Every bill creates winners and losers. Here's who stands to gain and who bears the cost.

Who Benefits

  • Oklahoma Dentists and Dental Hygienists with unrestricted licenses — gain a streamlined path to practice in other Participating States through Compact Privileges without securing separate full state licenses, improving mobility and job opportunities.
  • Patients in underserved or rural Oklahoma communities — stand to benefit indirectly as the Compact can make it easier for multi‑state practitioners and telehealth services to deliver care across state lines, increasing provider availability.
  • Active duty military members and their spouses — receive fee relief (Commission fee waived) making portability of dental professional credentials less costly during relocations.
  • Multi‑state employers and clinics (including telehealth platforms) — can recruit and deploy qualified dental professionals across state lines more quickly, potentially reducing hiring friction and filling vacancies faster.

Who Bears the Cost

  • Oklahoma State Licensing Authority/Board of Dentistry — must implement and maintain data reporting, criminal background check processes, and investigative cooperation with the Commission, incurring administrative and technical costs.
  • Licensees seeking Compact Privileges — expected to pay Commission and Remote State fees, meet jurisprudence requirements, submit to background checks, and accept service of process at a recorded residence, adding procedural and financial burdens.
  • Participating States (including Oklahoma) collectively — bear the Commission’s budget through assessments and may fund participation costs (staff time, IT integration), while also exposing states to potential litigation or enforcement expenses tied to default or disputes.
  • Small practices and dental employers — may face compliance complexity when employing out‑of‑state practitioners holding Compact Privileges, such as verifying privileges, understanding remote state limitations, and supervising cross‑state practice within differing scopes of practice.

Key Issues

The Core Tension

The Compact trades stronger interstate mobility and a centralized data and enforcement infrastructure for a reduction in absolute state control: it increases access and interoperability but asks states and licensees to cede some uniform rulemaking and to accept cross‑state disciplinary consequences, creating a real trade‑off between workforce flexibility and preserving independent state regulatory prerogatives and confidentiality regimes.

The Compact intentionally centralizes many administrative functions in the Commission and a single Data System, which streamlines information sharing but raises implementation and governance questions.

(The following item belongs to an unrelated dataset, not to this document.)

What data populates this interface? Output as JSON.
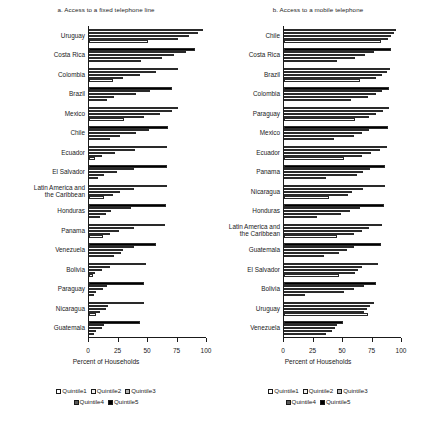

States must align existing IT and disciplinary workflows to transmit Sensitive Investigative Information and adverse action data consistently; doing so requires investment and raises data‑security and privacy considerations, particularly where state laws treat investigatory records differently.

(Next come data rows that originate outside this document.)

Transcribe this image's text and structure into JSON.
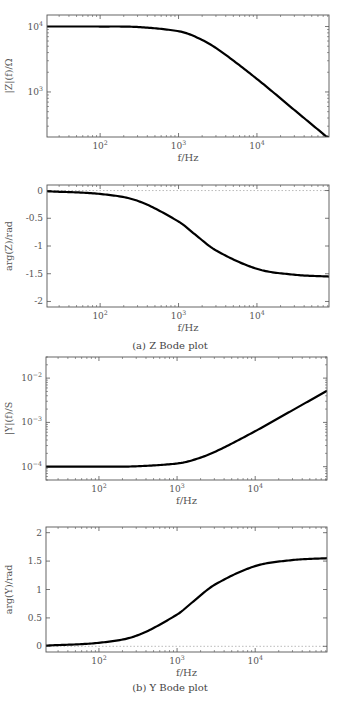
{
  "figure": {
    "captions": {
      "a": "(a)  Z Bode plot",
      "b": "(b)  Y Bode plot"
    },
    "colors": {
      "curve": "#000000",
      "axis": "#555555",
      "text": "#555555",
      "zero_line": "#aaaaaa"
    }
  },
  "chart_data": [
    {
      "id": "z_mag",
      "type": "line",
      "title": "",
      "xlabel": "f/Hz",
      "ylabel": "|Z|(f)/Ω",
      "xscale": "log",
      "yscale": "log",
      "xlim": [
        21,
        83000
      ],
      "ylim": [
        205,
        15000
      ],
      "xticks": [
        {
          "v": 100,
          "label": "10^2"
        },
        {
          "v": 1000,
          "label": "10^3"
        },
        {
          "v": 10000,
          "label": "10^4"
        }
      ],
      "yticks": [
        {
          "v": 1000,
          "label": "10^3"
        },
        {
          "v": 10000,
          "label": "10^4"
        }
      ],
      "grid": false,
      "series": [
        {
          "name": "|Z|",
          "x": [
            21,
            100,
            300,
            1000,
            1600,
            3000,
            10000,
            30000,
            83000
          ],
          "values": [
            10000,
            9998,
            9830,
            8480,
            7070,
            4700,
            1580,
            530,
            193
          ]
        }
      ],
      "frame": {
        "left": 47,
        "top": 15,
        "right": 329,
        "bottom": 137
      }
    },
    {
      "id": "z_phase",
      "type": "line",
      "title": "",
      "xlabel": "f/Hz",
      "ylabel": "arg(Z)/rad",
      "xscale": "log",
      "yscale": "linear",
      "xlim": [
        21,
        83000
      ],
      "ylim": [
        -2.1,
        0.1
      ],
      "xticks": [
        {
          "v": 100,
          "label": "10^2"
        },
        {
          "v": 1000,
          "label": "10^3"
        },
        {
          "v": 10000,
          "label": "10^4"
        }
      ],
      "yticks": [
        {
          "v": 0,
          "label": "0"
        },
        {
          "v": -0.5,
          "label": "-0.5"
        },
        {
          "v": -1,
          "label": "-1"
        },
        {
          "v": -1.5,
          "label": "-1.5"
        },
        {
          "v": -2,
          "label": "-2"
        }
      ],
      "zero_line": true,
      "grid": false,
      "series": [
        {
          "name": "arg(Z)",
          "x": [
            21,
            100,
            300,
            1000,
            1600,
            3000,
            10000,
            30000,
            83000
          ],
          "values": [
            -0.013,
            -0.062,
            -0.185,
            -0.559,
            -0.785,
            -1.08,
            -1.412,
            -1.518,
            -1.551
          ]
        }
      ],
      "frame": {
        "left": 47,
        "top": 185,
        "right": 329,
        "bottom": 307
      }
    },
    {
      "id": "y_mag",
      "type": "line",
      "title": "",
      "xlabel": "f/Hz",
      "ylabel": "|Y|(f)/S",
      "xscale": "log",
      "yscale": "log",
      "xlim": [
        21,
        83000
      ],
      "ylim": [
        5e-05,
        0.03
      ],
      "xticks": [
        {
          "v": 100,
          "label": "10^2"
        },
        {
          "v": 1000,
          "label": "10^3"
        },
        {
          "v": 10000,
          "label": "10^4"
        }
      ],
      "yticks": [
        {
          "v": 0.0001,
          "label": "10^-4"
        },
        {
          "v": 0.001,
          "label": "10^-3"
        },
        {
          "v": 0.01,
          "label": "10^-2"
        }
      ],
      "grid": false,
      "series": [
        {
          "name": "|Y|",
          "x": [
            21,
            100,
            300,
            1000,
            1600,
            3000,
            10000,
            30000,
            83000
          ],
          "values": [
            0.0001,
            0.0001,
            0.000102,
            0.000118,
            0.000141,
            0.000213,
            0.000633,
            0.00188,
            0.00519
          ]
        }
      ],
      "frame": {
        "left": 46,
        "top": 357,
        "right": 327,
        "bottom": 480
      }
    },
    {
      "id": "y_phase",
      "type": "line",
      "title": "",
      "xlabel": "f/Hz",
      "ylabel": "arg(Y)/rad",
      "xscale": "log",
      "yscale": "linear",
      "xlim": [
        21,
        83000
      ],
      "ylim": [
        -0.1,
        2.1
      ],
      "xticks": [
        {
          "v": 100,
          "label": "10^2"
        },
        {
          "v": 1000,
          "label": "10^3"
        },
        {
          "v": 10000,
          "label": "10^4"
        }
      ],
      "yticks": [
        {
          "v": 0,
          "label": "0"
        },
        {
          "v": 0.5,
          "label": "0.5"
        },
        {
          "v": 1,
          "label": "1"
        },
        {
          "v": 1.5,
          "label": "1.5"
        },
        {
          "v": 2,
          "label": "2"
        }
      ],
      "zero_line": true,
      "grid": false,
      "series": [
        {
          "name": "arg(Y)",
          "x": [
            21,
            100,
            300,
            1000,
            1600,
            3000,
            10000,
            30000,
            83000
          ],
          "values": [
            0.013,
            0.062,
            0.185,
            0.559,
            0.785,
            1.08,
            1.412,
            1.518,
            1.551
          ]
        }
      ],
      "frame": {
        "left": 46,
        "top": 527,
        "right": 327,
        "bottom": 652
      }
    }
  ]
}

The Compact permits states to designate contributed information as non‑public, but practical interoperability and differing confidentiality standards could complicate cross‑state access during urgent investigations.

Rulemaking authority vested in the Commission is broad and produces uniform standards, but it can collide with state scope‑of‑practice statutes. The Compact provides that Commission Rules are binding unless a court holds them invalid or a state law directly conflicts; resolving those conflicts may require litigation.

Funding the Commission through state assessments and licensee fees centralizes costs but creates a potential mismatch between who pays and who benefits — smaller states or smaller boards may shoulder integration costs while larger interstate employers and licensees capture much of the mobility benefit. Finally, the Compact’s approach to Alternative Programs (non‑public remediation) and the requirement that participants not practice via Compact Privilege during participation creates tension between protecting confidential rehabilitation pathways and ensuring public safety across jurisdictions.